I have nothing further to add upon him, but that form that time to this, I have borne this poor starling as a crest to my arms" (1964 Signet, pp 82-6).

What are we to make of this? Well there is an ancient tradition in fables wherein women are often likened to a bird in a cage, a tradition and identification still with us, as in the familiar Victorian music hall song, "she was only a bird in a gilded cage...." (which I have heard applied to Princess Diana before her divorce). A number of 18th century women poets wrote poems about an imprisoned bird in which the bird stands for how they felt about their lives (Aphra Behn, Henrietta Knightley, Anne Finch, Charlotte Smith, Anne Radcliffe). Sterne's is a virtuoso emotional performance upon this motif, bringing in slavery, personal loss, and someone in a dungeon (shades of the Bastille). We can also think of Fanny whose has felt "the sickness of heart from hope deferr'd" because she loves Edmund, though Austen's Maria's pain is such she marries to get out of the cage Sir Thomas presides over.

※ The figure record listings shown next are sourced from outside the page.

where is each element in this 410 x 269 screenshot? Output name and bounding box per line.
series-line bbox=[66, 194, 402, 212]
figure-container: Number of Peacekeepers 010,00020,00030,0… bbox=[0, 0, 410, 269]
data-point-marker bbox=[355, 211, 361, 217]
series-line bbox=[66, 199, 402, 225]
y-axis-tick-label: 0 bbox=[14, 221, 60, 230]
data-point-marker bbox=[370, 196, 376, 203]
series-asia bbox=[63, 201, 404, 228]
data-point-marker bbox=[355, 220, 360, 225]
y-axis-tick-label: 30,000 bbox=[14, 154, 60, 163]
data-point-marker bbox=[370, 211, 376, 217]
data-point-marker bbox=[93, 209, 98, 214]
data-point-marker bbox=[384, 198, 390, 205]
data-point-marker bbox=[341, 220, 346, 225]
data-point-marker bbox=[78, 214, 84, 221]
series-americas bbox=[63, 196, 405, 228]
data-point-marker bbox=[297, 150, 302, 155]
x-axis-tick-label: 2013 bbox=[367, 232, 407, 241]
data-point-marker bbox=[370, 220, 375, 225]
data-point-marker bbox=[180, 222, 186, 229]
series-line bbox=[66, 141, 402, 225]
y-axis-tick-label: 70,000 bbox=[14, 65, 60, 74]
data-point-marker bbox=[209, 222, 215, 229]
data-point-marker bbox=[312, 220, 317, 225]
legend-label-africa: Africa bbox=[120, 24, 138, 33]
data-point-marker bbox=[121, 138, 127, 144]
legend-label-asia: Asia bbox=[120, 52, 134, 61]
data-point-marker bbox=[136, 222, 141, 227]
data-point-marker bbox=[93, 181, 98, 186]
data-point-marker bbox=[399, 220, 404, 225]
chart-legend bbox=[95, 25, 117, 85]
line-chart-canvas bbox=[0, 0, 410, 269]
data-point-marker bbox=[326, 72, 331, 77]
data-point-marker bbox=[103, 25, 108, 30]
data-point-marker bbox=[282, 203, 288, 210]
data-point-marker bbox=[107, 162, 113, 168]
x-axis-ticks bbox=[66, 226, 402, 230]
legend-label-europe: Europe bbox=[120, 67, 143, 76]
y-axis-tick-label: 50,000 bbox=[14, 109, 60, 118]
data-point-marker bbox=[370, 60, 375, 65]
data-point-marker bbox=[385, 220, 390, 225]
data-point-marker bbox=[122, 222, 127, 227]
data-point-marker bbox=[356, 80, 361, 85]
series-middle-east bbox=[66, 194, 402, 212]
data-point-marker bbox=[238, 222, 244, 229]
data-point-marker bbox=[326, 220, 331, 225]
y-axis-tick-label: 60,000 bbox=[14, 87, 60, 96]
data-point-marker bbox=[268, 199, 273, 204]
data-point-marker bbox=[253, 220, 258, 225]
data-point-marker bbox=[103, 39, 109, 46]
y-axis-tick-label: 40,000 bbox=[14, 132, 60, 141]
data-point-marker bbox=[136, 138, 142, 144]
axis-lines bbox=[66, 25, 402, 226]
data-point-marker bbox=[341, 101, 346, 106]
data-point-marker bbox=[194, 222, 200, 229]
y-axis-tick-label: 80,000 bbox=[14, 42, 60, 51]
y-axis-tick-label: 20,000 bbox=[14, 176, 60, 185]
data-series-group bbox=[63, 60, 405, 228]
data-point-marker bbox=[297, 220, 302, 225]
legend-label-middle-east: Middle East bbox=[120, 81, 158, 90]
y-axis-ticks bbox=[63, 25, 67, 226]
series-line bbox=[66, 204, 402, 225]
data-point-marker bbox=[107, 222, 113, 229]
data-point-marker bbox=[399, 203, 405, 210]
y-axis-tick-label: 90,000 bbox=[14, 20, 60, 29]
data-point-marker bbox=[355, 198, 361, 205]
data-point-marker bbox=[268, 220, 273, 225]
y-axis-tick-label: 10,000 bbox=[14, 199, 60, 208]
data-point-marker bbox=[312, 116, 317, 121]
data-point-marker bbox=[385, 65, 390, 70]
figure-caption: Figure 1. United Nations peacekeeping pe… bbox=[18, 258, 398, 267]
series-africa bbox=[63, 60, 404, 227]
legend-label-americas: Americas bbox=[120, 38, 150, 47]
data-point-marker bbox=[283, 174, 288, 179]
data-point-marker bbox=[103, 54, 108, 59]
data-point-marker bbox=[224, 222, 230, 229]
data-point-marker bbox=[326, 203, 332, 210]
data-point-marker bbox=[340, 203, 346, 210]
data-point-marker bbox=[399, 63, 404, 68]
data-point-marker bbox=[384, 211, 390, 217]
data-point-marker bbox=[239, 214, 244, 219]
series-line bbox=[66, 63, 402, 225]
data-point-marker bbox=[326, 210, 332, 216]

But Sterne is too clever to see the paradigm one way: the joke's on the bird he says, for while it wants to get out; everyone else only wants to get in. They know there's nothing out there, or what's out there is as bad as what's in. What's out there beyond the iron gates is as bad as what's inside, maybe much worse. Sotherton's not so bad, says Mrs Norris.

I did however notice another interesting reference Austen could be making: at the close of The Sentimental Journey Sterne meets up with the beautiful peasant girl he has been seeking all along, and her name is Maria. Not only that, but we first see Sterne's Maria sitting all melancholy (well everyone is melancholy in this book) on the road, dressed in white, hair hung loose, with a little dog on her lap. It appears she had a lover and that lover had abandoned her--yes a faithless cruel lover has left her all alone on the road. (So too has her goat deserted.) Tears trickle down her face, and she cries out upon "Sylvio," but as Sterne looks into her eyes he finds she is thinking of her father whom she had betrayed. When Fanny first learns of Maria's running of with Henry the first person she really thinks of, grieves for is Sir Thomas ("there she paused... Penguin Mansfield Park, Ch 46, p 430).

All ends happily for the moment in A Sentimental Journey, for Sterne and Maria go off together, Maria's arm within Sterne's, the dog trotting behind (no it's not a pug).

Was Austen thinking of this Maria too? It seems to me that everytime one goes into a book Austen is alluding to and begins to explore the ramifications and analogies, a novel which had seemed so contained becomes a voice in a widening conversation to which it is meant to apply elusively.